Project R-5403

Title

Optimizing the efficacy of transcranial direct current stimulation on cortical neuroplasticity based on a neurovascular coupling model (Research)

Abstract

Transcranial direct current stimulation (tDCS) induces polarity-specific enduring alterations of cortical excitability, and activity. Cortical excitability can be monitored in a limited set of cortical areas in the human brain, to explore the effects of tDCS. For exploring tDCS-induced cortical activity alterations, only indirect measures, such as electroencephalography (EEG), and functional magnetic resonance tomography (fMRI) are available. The latter are however possibly contaminated by effects of tDCS on cortical oscillations and vasodilatation.
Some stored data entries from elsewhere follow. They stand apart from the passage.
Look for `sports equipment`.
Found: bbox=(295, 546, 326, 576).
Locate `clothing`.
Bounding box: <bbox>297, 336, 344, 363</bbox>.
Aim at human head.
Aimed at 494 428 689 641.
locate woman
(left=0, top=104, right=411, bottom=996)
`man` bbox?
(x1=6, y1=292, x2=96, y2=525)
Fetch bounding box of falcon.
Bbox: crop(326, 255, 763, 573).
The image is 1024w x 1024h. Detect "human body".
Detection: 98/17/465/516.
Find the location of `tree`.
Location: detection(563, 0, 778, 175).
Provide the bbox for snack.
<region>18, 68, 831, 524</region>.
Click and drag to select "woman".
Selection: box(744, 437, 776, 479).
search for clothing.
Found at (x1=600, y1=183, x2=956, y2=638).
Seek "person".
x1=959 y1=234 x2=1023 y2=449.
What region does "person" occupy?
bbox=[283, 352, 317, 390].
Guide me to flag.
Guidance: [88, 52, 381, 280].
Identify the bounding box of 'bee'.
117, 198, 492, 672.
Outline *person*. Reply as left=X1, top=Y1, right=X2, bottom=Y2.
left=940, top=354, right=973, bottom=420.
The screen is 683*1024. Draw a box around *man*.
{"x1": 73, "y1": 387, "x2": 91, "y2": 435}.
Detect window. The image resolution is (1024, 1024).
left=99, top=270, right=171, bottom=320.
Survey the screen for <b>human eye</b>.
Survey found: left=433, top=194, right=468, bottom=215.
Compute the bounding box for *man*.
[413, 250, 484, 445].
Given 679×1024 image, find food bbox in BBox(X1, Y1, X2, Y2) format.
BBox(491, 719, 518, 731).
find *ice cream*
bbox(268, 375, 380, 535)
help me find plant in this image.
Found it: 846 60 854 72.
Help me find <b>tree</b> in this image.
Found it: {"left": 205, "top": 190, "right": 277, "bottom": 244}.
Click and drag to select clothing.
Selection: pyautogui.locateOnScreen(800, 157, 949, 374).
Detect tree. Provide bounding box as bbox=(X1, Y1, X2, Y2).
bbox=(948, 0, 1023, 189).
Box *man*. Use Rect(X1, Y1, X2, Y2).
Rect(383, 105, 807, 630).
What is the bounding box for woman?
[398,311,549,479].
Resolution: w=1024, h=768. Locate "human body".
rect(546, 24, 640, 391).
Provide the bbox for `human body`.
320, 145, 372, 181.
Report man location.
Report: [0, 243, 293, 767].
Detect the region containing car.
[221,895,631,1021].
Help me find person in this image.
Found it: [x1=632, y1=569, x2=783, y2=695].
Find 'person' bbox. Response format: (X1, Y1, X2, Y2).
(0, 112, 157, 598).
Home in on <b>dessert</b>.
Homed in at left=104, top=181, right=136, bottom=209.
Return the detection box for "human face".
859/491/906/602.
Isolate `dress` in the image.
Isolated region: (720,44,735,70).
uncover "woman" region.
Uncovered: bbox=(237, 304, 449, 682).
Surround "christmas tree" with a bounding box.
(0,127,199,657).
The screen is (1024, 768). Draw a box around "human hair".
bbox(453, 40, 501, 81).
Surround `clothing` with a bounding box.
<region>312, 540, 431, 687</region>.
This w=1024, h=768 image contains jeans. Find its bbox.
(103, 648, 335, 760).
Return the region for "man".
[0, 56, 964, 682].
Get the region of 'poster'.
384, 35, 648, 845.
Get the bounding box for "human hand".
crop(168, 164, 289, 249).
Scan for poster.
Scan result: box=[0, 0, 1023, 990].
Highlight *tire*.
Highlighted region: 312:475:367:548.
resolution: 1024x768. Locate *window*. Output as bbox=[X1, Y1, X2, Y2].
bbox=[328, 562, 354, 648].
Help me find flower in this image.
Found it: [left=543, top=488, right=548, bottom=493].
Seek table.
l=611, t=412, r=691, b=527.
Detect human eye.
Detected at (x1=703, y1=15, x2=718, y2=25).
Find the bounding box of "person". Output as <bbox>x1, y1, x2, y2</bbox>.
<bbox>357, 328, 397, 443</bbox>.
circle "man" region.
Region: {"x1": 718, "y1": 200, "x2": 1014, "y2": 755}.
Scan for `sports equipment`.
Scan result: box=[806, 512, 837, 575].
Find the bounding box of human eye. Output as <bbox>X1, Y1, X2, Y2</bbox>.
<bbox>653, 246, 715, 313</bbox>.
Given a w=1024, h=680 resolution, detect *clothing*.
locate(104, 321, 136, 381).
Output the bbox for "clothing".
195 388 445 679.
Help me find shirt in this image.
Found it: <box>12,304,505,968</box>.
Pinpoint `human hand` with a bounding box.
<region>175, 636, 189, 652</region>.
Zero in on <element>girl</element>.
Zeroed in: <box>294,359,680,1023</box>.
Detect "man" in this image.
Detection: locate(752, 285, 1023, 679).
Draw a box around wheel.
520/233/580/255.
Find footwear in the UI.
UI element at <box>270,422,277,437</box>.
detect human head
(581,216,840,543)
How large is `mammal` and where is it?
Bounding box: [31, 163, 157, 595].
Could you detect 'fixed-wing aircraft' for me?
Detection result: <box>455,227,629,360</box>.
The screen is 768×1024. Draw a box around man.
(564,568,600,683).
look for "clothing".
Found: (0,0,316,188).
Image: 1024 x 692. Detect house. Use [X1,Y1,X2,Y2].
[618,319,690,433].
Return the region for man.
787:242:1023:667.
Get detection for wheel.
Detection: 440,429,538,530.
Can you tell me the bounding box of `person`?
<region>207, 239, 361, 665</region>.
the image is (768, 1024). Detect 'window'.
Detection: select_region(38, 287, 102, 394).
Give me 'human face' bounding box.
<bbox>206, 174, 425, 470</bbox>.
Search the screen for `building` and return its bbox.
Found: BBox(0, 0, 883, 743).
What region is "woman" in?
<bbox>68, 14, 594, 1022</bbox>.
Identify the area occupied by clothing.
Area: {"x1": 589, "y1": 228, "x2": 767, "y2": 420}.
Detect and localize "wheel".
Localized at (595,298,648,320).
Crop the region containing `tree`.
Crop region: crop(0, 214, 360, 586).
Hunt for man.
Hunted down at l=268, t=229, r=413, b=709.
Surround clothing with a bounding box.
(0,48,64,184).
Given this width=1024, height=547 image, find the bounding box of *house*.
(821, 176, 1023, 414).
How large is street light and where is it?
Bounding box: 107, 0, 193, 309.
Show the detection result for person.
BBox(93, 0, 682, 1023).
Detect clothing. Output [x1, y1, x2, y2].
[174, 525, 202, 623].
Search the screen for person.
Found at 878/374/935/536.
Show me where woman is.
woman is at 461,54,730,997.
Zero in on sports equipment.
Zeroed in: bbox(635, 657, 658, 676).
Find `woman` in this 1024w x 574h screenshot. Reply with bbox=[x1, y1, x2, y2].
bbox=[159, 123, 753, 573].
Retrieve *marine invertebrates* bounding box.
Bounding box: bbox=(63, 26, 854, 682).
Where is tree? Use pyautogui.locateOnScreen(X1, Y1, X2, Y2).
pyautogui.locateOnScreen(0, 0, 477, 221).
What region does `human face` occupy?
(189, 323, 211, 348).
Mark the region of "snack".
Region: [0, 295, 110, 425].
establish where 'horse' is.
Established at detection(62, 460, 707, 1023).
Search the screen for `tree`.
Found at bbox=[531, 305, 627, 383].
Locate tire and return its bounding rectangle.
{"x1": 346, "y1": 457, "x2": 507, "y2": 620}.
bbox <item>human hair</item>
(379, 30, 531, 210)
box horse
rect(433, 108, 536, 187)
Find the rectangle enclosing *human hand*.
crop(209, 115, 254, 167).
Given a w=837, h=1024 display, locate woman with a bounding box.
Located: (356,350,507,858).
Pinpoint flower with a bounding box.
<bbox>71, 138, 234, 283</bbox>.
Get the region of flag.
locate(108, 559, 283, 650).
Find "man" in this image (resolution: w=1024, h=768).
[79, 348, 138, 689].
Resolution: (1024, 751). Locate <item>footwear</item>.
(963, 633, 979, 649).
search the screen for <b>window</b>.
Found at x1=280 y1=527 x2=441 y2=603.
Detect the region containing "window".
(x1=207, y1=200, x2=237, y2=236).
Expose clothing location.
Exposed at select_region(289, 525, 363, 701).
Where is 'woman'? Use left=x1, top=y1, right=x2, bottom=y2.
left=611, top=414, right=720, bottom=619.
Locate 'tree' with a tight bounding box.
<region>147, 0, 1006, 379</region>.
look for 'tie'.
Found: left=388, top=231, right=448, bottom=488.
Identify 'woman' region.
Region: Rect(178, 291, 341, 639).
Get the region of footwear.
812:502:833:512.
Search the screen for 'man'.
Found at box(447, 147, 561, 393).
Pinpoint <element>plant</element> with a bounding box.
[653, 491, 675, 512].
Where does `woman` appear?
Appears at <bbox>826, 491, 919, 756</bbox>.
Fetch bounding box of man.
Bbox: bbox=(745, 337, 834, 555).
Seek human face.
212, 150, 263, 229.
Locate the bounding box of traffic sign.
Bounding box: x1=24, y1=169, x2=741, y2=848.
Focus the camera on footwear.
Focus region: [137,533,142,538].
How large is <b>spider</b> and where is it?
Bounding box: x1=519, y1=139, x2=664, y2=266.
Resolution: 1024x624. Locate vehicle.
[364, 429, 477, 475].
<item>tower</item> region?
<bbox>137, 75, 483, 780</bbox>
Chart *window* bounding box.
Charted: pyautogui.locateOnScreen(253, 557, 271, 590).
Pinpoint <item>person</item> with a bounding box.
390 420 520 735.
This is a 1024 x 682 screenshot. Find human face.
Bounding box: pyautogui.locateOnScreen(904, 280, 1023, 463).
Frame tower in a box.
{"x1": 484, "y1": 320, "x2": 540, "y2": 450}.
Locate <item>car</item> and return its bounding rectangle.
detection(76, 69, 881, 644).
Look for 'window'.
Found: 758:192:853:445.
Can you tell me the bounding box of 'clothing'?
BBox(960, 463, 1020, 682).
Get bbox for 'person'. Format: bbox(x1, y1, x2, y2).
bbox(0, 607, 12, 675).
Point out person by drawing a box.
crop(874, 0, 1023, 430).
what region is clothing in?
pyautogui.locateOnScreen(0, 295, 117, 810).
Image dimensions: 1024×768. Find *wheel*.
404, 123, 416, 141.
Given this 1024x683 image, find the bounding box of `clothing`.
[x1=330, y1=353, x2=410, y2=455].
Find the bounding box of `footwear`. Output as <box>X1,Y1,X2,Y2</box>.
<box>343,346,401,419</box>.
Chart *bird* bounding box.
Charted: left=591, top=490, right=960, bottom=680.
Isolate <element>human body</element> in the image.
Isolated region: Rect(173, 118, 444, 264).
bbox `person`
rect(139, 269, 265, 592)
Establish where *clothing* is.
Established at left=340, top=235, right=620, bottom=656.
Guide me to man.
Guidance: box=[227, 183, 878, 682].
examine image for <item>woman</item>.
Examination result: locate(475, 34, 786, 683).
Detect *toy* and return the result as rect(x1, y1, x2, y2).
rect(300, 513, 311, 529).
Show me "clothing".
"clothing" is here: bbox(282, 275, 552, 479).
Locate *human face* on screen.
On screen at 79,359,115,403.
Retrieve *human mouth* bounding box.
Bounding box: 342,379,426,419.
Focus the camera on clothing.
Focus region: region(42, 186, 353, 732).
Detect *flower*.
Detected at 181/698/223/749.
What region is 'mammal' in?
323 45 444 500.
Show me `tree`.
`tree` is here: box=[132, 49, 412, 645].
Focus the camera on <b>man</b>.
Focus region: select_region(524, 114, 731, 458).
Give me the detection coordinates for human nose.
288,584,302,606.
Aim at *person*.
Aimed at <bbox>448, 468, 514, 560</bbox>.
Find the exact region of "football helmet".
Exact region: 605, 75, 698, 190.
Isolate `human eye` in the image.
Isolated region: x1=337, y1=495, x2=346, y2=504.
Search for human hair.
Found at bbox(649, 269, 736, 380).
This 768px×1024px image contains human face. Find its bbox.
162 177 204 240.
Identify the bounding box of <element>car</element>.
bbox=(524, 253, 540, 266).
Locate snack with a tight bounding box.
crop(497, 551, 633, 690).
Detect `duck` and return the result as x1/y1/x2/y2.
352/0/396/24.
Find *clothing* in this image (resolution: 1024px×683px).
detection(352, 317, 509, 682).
In the first part of the study, we aim to explore the association between tDCS-induced excitability and activity alterations, obtained by transcranial magnetic stimulation (TMS), EEG, and fMRI, to identify the parameter optimally suited to monitor tDCS-induced cortical activity alterations for the model of the human motor cortex. In the second part, we compare the findings from our derived model of stimulation parameters and cortical alterations to compare the "optimized" protocol with the classical protocol. In the last part, we aim to functionally validate our model with several motor tasks. Obtaining an optimized model which is more effective than currently available is important because tDCS is increasingly applied to alter cognitive processes in healthy humans and clinical symptoms in neurodegenerative diseases.